In an exclusive interview with The Guardian, Snowden expressed his concern against the use of mass surveillance software by global governments to snoop on the smart devices of anyone.

The whistleblower urged governments to impose a global moratorium on the international spyware trade or face a world in which no mobile phone is safe from state-sponsored hackers.

Snowden stated, “If the trade between companies that make for-profit software – which can become a surveillance weapon in the wrong hands, such as Israel’s NSO Group – and the governments continues, we will soon see a world in which no mobile phone is safe from state-sponsored hackers”.

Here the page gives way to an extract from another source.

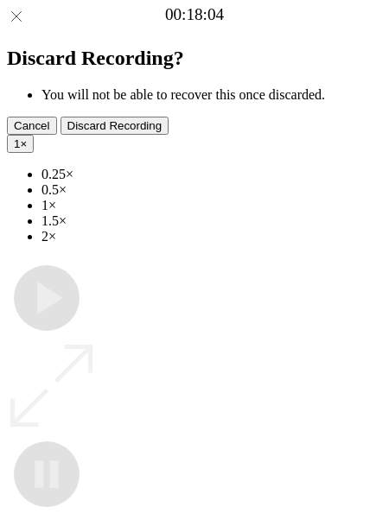 The width and height of the screenshot is (389, 520). What do you see at coordinates (115, 125) in the screenshot?
I see `button: Discard Recording` at bounding box center [115, 125].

He further warned, “If you don’t do anything to stop the sale of this technology, it’s not just going to be 50,000 targets. It’s going to be 50 million targets, and it’s going to happen much more quickly than any of us expect”.

Snowden compared companies commercialising vulnerabilities in widely used mobile phone models to an industry of “infectioneers” deliberately trying to develop new strains of disease.

“It’s like an industry where the only thing they did was create custom variants of COVID to dodge vaccines,” he added.

Snowden said commercial malware such as Pegasus was so powerful that ordinary people could in effect do nothing to stop it.

As per details, the Pegasus spyware can be installed on a mobile phone through a loophole and help the government or the user harvest information.

The Pegasus software could have been used to see call logs, text messages, photos, videos, stored files, as well as firing the camera unknowingly to surreptitiously record or click what the phone’s camera can see.